Some of the justices, including one of Trump’s appointees, would have greenlit the tariffs, even though the International Emergency Economic Powers Act (IEEPA) does not use the word tariffs and had never been used for that purpose.

Justice Brett Kavanaugh arguably created a roadmap for Trump to use other tariff authorities, and the president promptly did so after the majority led by Chief Justice John Roberts dealt its heavy blow.

Trump called the decision by Roberts and two of his own appointees, Justice Amy Coney Barrett and Justice Neil Gorsuch, an “embarrassment to their families” for having joined with the liberal justices against him.

It certainly made for an awkward State of the Union, during which Barrett, Roberts, Kavanaugh, and Justice Elena Kagan looked on as Trump complained of the “unfortunate ruling from the United States Supreme Court.”

Even as Trump’s alternative tariffs are already threatened by a lawsuit from state attorneys general, the burning question continues to be about the real-world consequences of Trump’s supreme legal failure.
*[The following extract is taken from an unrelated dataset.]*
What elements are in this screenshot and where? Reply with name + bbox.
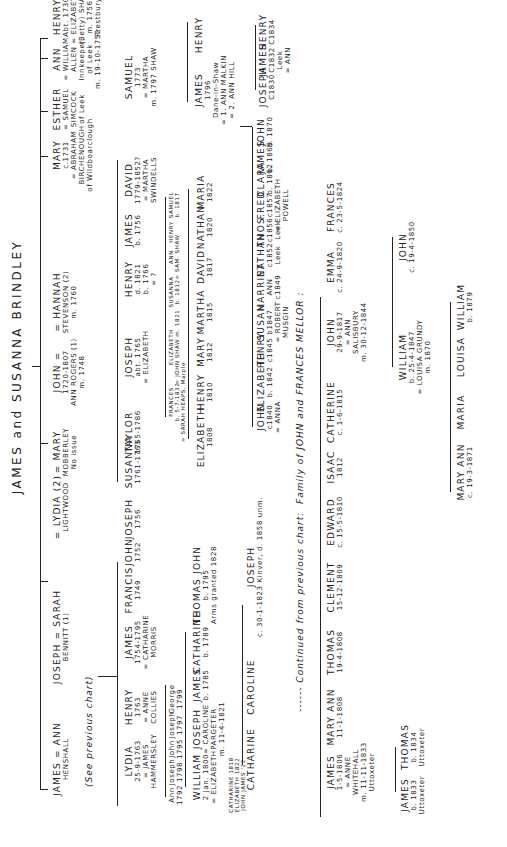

For his part, Eaton “directed” CBP to “liquidate […] entries without regard to the IEEPA duties” and told the government that “any liquidated entries for which liquidation is not final shall be reliquidated without regard to those duties.”

The Trump administration has responded that it “is not able to comply” with the order because it faces “an unprecedented volume of refunds” — “330,000 importers have made a total of over 53 million entries in which they have deposited or paid duties” — and its “existing administrative procedures and technology are not well suited to a task of this scale[.]”
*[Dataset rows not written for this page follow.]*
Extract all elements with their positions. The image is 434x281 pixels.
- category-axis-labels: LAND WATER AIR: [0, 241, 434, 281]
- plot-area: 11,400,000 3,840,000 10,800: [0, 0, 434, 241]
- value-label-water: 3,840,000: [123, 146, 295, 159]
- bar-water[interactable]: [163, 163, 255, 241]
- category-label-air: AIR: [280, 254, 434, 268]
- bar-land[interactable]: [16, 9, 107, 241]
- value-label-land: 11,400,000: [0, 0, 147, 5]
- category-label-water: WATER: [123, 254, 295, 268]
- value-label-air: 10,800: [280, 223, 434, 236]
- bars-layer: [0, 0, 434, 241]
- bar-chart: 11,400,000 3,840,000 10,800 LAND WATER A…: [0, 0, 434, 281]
Worse yet, the manual version of that task would span 4.4 million “man hours” and bury the agency’s staff, the administration said.

“Once the review of an entry is complete and any manual duty calculations completed, it takes an [Import Specialist] IS or [Entry Specialist] ES approximately 5 minutes to process an individual refund, including amending, liquidating and certifying the refund for each entry. The refund processing for the 53,173,939 entries with IEEPA duties will require 4,431,161 man hours for CBP to complete,” the filing said. “It is not feasible for CBP to divert all IS and ES personnel to processing IEEPA duty refunds on a full-time basis with no time off.”

Claiming it would “severely” disrupt the agency and hamper “vital national security functions” to have to operate on Eaton’s schedule, CBP complained it “has never been ordered to, nor has it attempted to, process a volume of refunds anywhere near the volume of total entries and Entry Summary lines on which IEEPA duties have been deposited.”

The good news, according to Lord, is that he thinks a “new” functionality in CBP’s systems could be “ready for use in 45 days” in a “process will require minimal submission from importers” and that the combined “automated controls” will end with electronic refunds from the U.S. Treasury.

“CBP is confident that it can develop and implement new ACE functionality that will streamline and consolidate refunds and interest payments on an importer basis, rather than issuing 53,173,939 separate entry- specific refunds with multiple payments going to the same importer,” the declaration said.

Later Friday, the judge said that he heard the administration’s issues and “suspended” his order “to the extent that it directs immediate compliance,” perhaps staving off an appeal.